Not a joke.
Purchased. Enthusiastically.
Matt Alexander:
The changes are not imposing, but there is a tangible and welcome difference. Things feel far more fluid and intuitive in places I hadn’t quite realized needed fixing.
Totally agree.
I switched to Tweetbot a few months ago after the official Twitter app went the way of the shitbird and, other than a couple of very minor complaints, I’m glad I did. This update alleviates several of my main complaints about Tweetbot. Highly recommended.
It seems a great number of people have whipped themselves into quite a frenzy over what Pinterest does with links that are posted to its servers. The really funny part is that this kind of thing isn’t new and the people who are mad about it are, in typical Internet fashion, jumping on the bandwagon (sorry, but t’is true).
No idea what I’m talking about? Here’s a quick summary.
Many online retailers offer affiliate programs — ways for people to earn a commission if they refer a customer.
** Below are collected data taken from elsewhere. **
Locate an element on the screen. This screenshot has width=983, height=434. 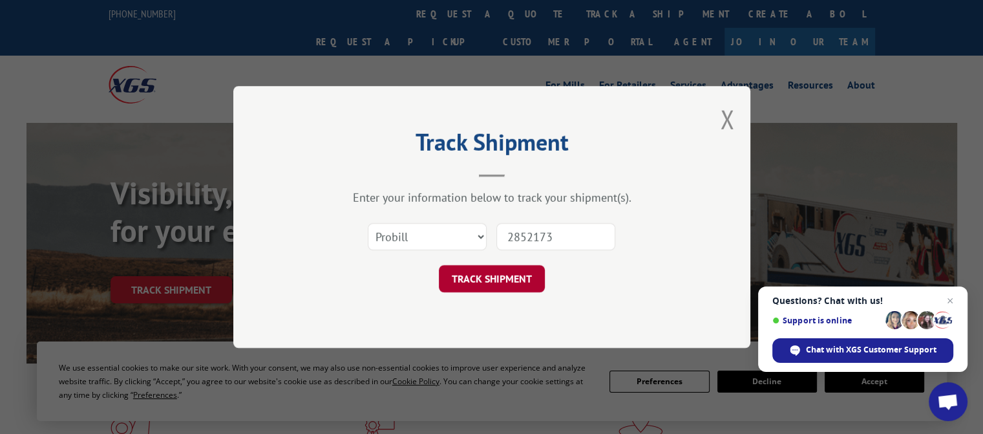
input: Number(s) is located at coordinates (556, 237).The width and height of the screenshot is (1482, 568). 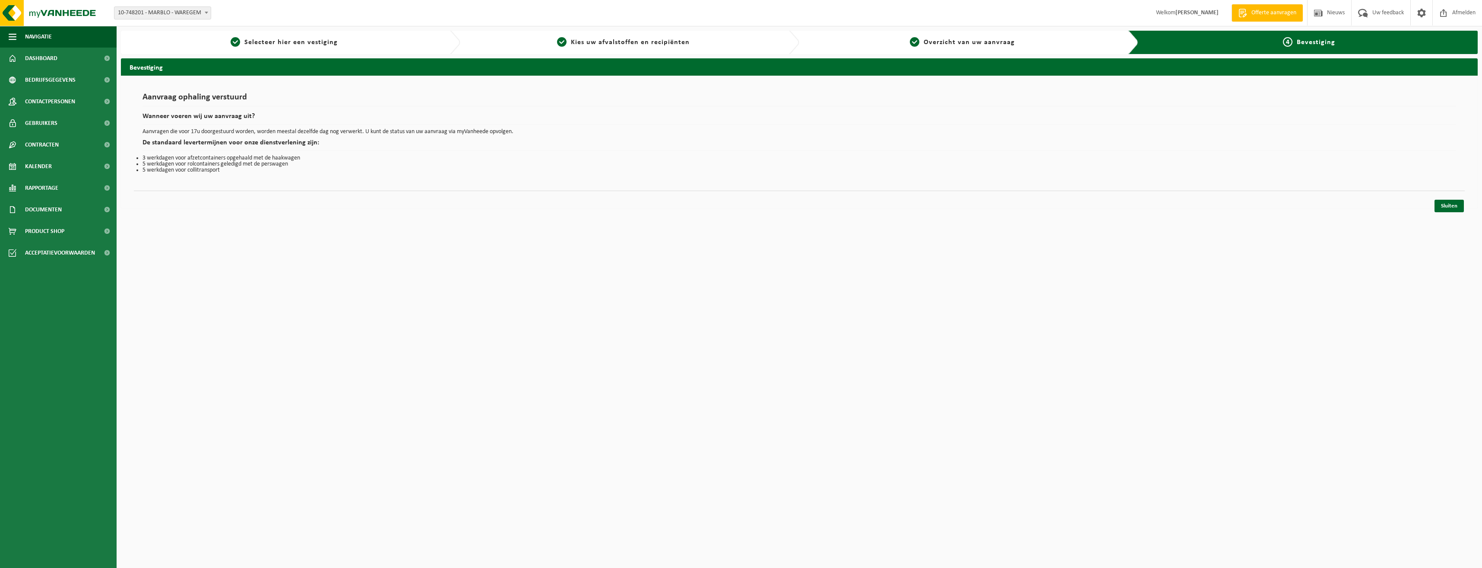 What do you see at coordinates (915, 42) in the screenshot?
I see `span: 3` at bounding box center [915, 42].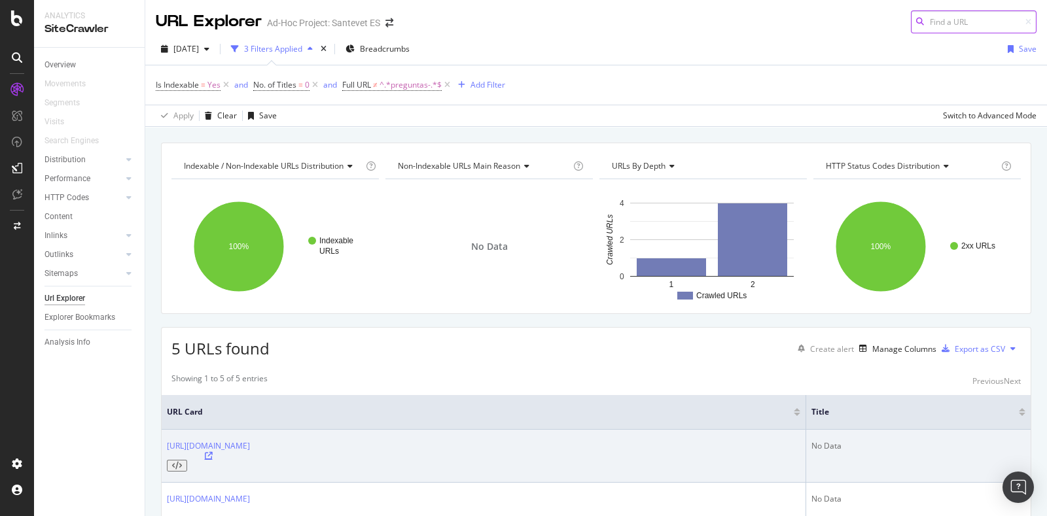 Image resolution: width=1047 pixels, height=516 pixels. I want to click on div: Clear, so click(227, 115).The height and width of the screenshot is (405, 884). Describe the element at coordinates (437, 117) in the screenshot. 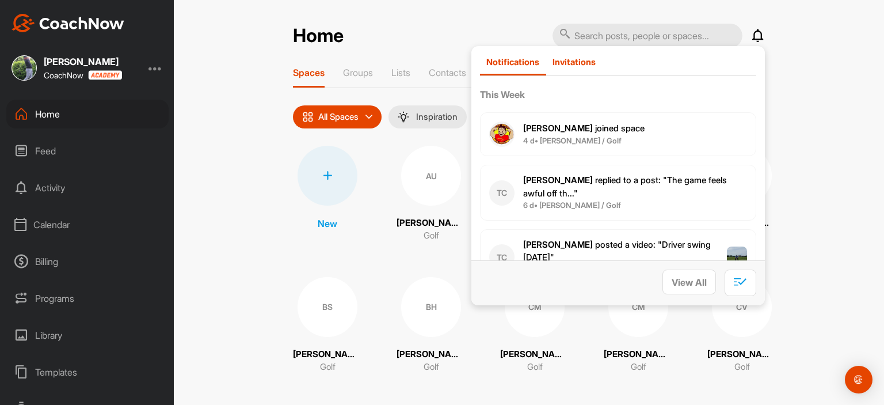

I see `p: Inspiration` at that location.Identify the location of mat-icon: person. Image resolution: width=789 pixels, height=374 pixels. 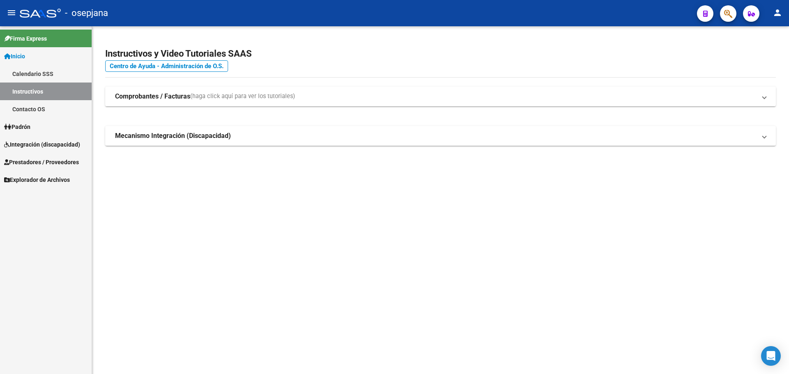
(777, 13).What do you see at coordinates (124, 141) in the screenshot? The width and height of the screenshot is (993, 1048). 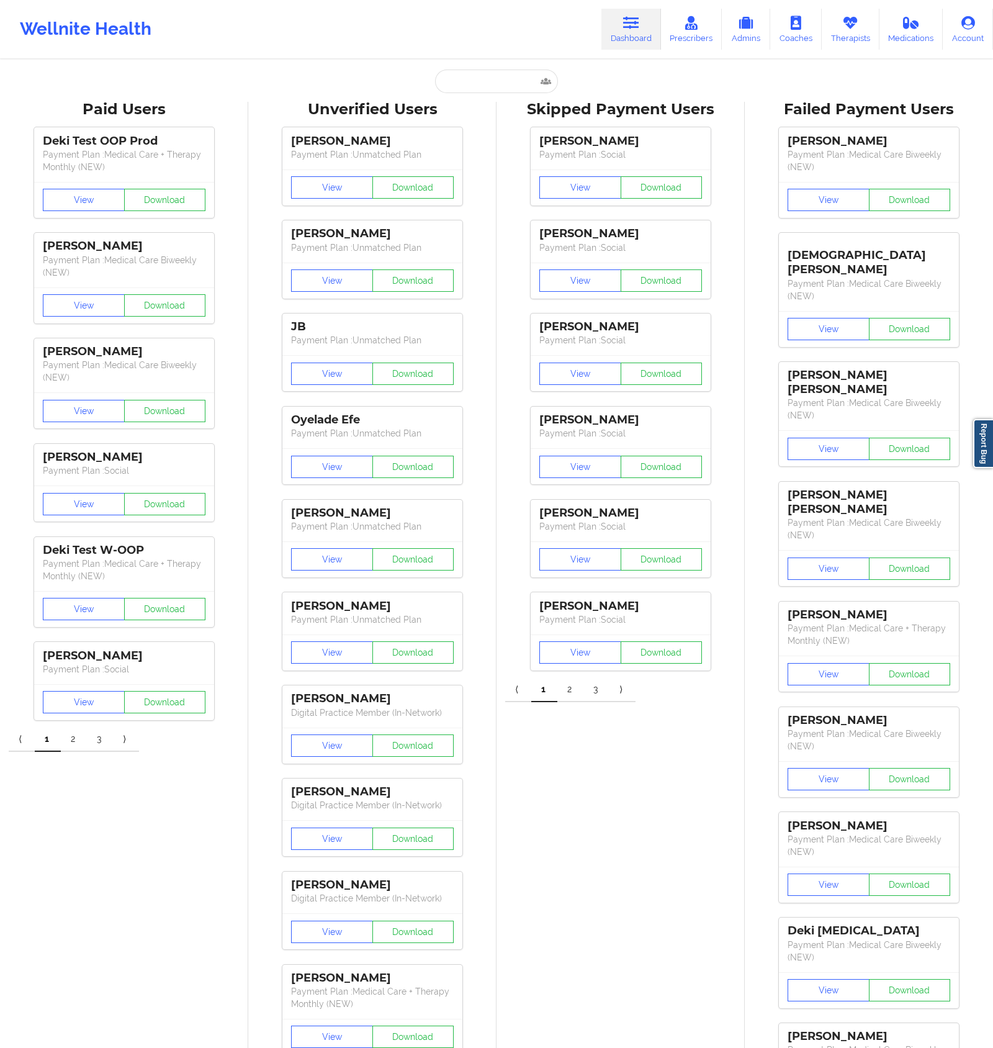 I see `div: Deki Test OOP Prod` at bounding box center [124, 141].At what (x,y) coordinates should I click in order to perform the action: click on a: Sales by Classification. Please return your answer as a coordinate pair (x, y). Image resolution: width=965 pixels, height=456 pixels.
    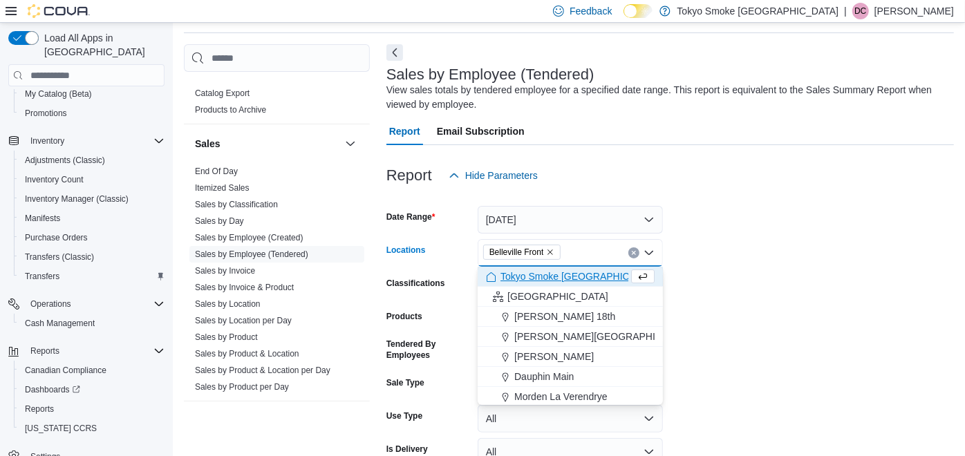
    Looking at the image, I should click on (236, 205).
Amazon is an easy example; if you add ?tag=nerdgap-20
to the end of an Amazon product page URL, then I’ll get a small commission if you buy anything after clicking that link. Easy peasy.
Each time a user adds a link to Pinterest, the service will examine the URL, determine if it can add the company’s affiliate code to it somehow and, if it can, it does. After that, anybody who clicks through a modified Pinterest URL and buys something will earn the Cold Brew Labs folks a little bit of cash.
The reason everybody’s crapping their pants over this is because, ostensibly, they didn’t disclose that they were doing this. I have three problems with this position:
They actually do disclose that they are doing this. It may not be as clearly spelled out as people would like, but it’s there. From the oft-ignored Pinterest Terms of Use page:
By making available any Member Content through the Site, Application or Services, you hereby grant to Cold Brew Labs a worldwide, irrevocable, perpetual, non-exclusive, transferable, royalty-free license, with the right to sublicense, to use, copy, adapt, modify, distribute, license, sell, transfer, publicly display, publicly perform, transmit, stream, broadcast, access, view, and otherwise exploit such Member Content only on, through or by means of the Site, Application or Services.
Just to recap, people on the Internet are mad at Pinterst for:
Good on ya, Internet.
(Full disclosure: I don’t use Pinterest.)
👓Back from his hazy, bongwater-soaked vacation in Amsterdam, Myke returns with a vengeance for this week’s episode of the UK’s favorite cooking podcast. Among other things, we discuss my Frankenstein-ish microphone setup, iBooks Author and, of course, we read our iTunes reviews in those funny accents you all seem to like so much.
And special thanks to Agile Tortoise, makers of Phraseology for iPad, for sponsoring this week’s show. I own the app and it’s a lovely addition if you’re a writer who uses an iPad.
Internet funnyman Ben Brooks made a video demonstrating the Magnus iPad 2 stand by Ten One Design. The stand looks pretty nice, but the real star of the show is the 5¢ piece that makes a quick cameo near the end of the video for reasons that aren’t entirely clear to me.
Teenage heartthrob Myke Hurley is on vacation this week, so I was asked to fill in on this week’s episode of the Ungeniused podcast with Mr. Stephen Hackett.
If you want to hear what it sounds like when a completely unprepared me appears on a podcast requiring preparation, this is your huckleberry where—quite poetically, I think—we discuss the Challenger space shuttle.
Old nerd humor, but very funny.
(NSFW).
Shawn Blanc:
From a personal standpoint, the conference felt more like a vacation than a business trip. All my time in San Francisco was spent with friends and peers.
Yep.
David Sparks:
A surprising number of attendees at my Macworld talk about OmniFocus were not aware that you could show start date items in the iPad version’s Forecast View.
He isn’t joking. Myself and a number of my fellow OmniFocus nerds who were in attendance had no idea this setting existed. Incredibly useful if you spend any time in OmniFocus for iPad’s Forecast view.
Geeky as all get-out, but a creative approach that seems to be working well for him. Includes source code.